━━ Input data ━━

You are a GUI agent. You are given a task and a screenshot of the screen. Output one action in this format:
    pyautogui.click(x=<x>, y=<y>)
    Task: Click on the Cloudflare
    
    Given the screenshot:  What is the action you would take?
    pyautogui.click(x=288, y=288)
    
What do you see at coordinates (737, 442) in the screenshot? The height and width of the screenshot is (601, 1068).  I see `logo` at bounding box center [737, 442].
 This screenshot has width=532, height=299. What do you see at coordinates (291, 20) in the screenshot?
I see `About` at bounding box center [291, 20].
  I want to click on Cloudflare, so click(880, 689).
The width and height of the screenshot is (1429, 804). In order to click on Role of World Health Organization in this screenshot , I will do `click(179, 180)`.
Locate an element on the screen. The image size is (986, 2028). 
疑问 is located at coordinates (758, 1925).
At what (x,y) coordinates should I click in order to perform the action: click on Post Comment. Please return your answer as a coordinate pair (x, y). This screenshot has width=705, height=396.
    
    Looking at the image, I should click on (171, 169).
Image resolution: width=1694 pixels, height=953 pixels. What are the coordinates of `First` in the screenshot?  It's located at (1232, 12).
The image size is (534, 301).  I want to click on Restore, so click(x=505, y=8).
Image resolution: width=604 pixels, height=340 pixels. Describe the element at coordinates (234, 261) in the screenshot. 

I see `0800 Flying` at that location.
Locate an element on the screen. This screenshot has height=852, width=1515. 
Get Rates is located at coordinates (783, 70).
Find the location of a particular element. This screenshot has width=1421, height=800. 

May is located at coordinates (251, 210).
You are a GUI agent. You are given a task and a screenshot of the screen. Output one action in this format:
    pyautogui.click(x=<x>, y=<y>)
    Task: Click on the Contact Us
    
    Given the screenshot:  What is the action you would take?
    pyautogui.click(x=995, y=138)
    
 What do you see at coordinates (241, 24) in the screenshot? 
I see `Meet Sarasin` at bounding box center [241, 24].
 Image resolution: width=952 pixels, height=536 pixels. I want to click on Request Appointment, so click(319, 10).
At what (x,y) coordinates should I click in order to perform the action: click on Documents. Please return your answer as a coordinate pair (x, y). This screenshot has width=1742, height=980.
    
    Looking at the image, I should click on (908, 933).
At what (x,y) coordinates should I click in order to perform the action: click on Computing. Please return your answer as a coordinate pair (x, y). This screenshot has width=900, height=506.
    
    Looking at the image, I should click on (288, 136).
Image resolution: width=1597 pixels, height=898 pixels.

━━━

## About this task
Copy verbatim the span of lines that begins with the line holding "Locate an element on the screen. This" and ends at the last line of the records.

## Written solution
Locate an element on the screen. This screenshot has height=852, width=1515. 
Get Rates is located at coordinates (783, 70).
Find the location of a particular element. This screenshot has width=1421, height=800. 

May is located at coordinates (251, 210).
You are a GUI agent. You are given a task and a screenshot of the screen. Output one action in this format:
    pyautogui.click(x=<x>, y=<y>)
    Task: Click on the Contact Us
    
    Given the screenshot:  What is the action you would take?
    pyautogui.click(x=995, y=138)
    
 What do you see at coordinates (241, 24) in the screenshot? 
I see `Meet Sarasin` at bounding box center [241, 24].
 Image resolution: width=952 pixels, height=536 pixels. I want to click on Request Appointment, so click(319, 10).
At what (x,y) coordinates should I click in order to perform the action: click on Documents. Please return your answer as a coordinate pair (x, y). This screenshot has width=1742, height=980.
    
    Looking at the image, I should click on (908, 933).
At what (x,y) coordinates should I click in order to perform the action: click on Computing. Please return your answer as a coordinate pair (x, y). This screenshot has width=900, height=506.
    
    Looking at the image, I should click on (288, 136).
Image resolution: width=1597 pixels, height=898 pixels.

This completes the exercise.